Xiaomi China鈥檚 offline sales may double
XIAOMI Inc aims to sell double the number of handsets offline in China this year than analysts estimated it sold offline globally last year, an internal document showed, signaling a shift away from an online-focused strategy copied by resurgent competition.
The online-driven sales model propelled Beijing-based Xiaomi to second among Chinese smartphone vendors in 2015, just three years after releasing its first handset and five years after inception, data from researcher TrendForce showed.
But Xiaomi missed its global shipment target by 12 percent, selling 70 million handsets in a year when local rivals such as Lenovo Group and top player Huawei Technologies Co countered at home with similar Internet-only sales.
Last year also saw growth slow for the first time in China’s smartphone market, the world’s biggest and where Xiaomi makes most of its sales. In response, Xiaomi aims to ramp up sales via retailers and raise its number of “Mi Home” stores to 50 from 20, said a person close to the matter.
“Xiaomi is trying to expand offline rapidly,” said the person, who declined to be identified as the information was confidential. “But mi.com is still the core business,” the person said, referring to Xiaomi’s website.
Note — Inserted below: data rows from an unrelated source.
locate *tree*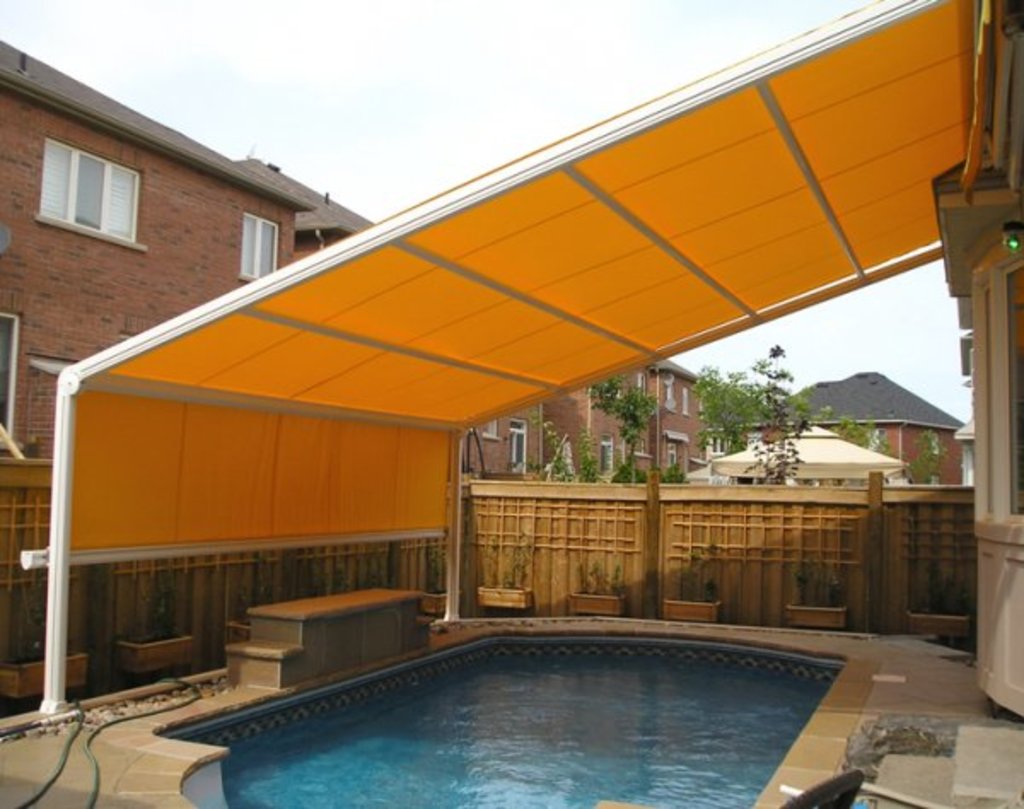
BBox(691, 346, 804, 490)
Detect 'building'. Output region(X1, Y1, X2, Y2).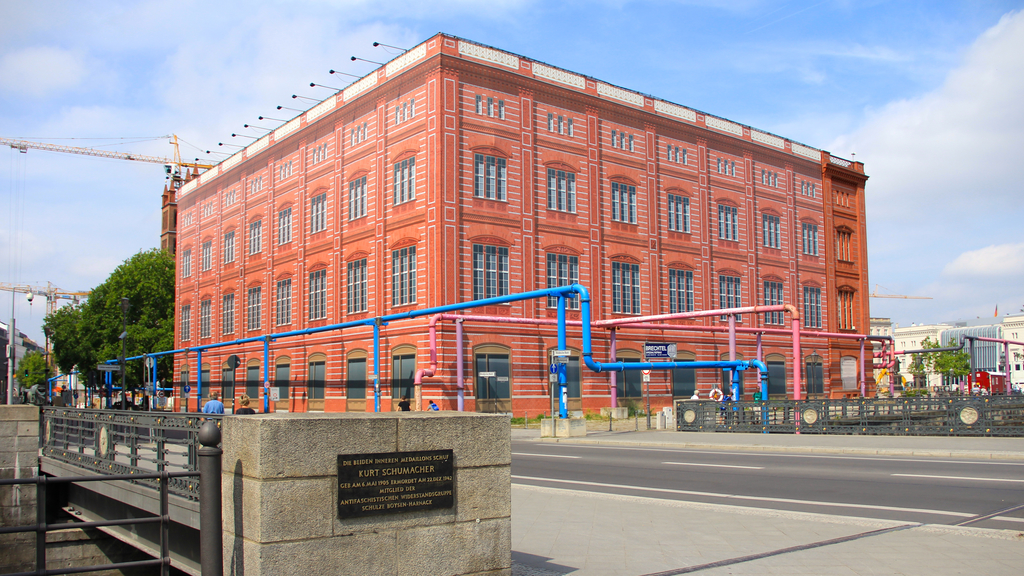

Analysts estimated 40 percent of Xiaomi’s 2015 global total, or 28 million smartphones, was sold offline.
This year, Xiaomi aims to sell 58 million smartphones in China alone through retailers including Suning Commerce Group Co, Gome Electrical Appliances Holding Ltd and Beijing Digital Telecom Co’s D.Phone, showed an internal document reviewed by Reuters.
Privately held Xiaomi, in response to a request for comment, said it had not set any performance targets for this year.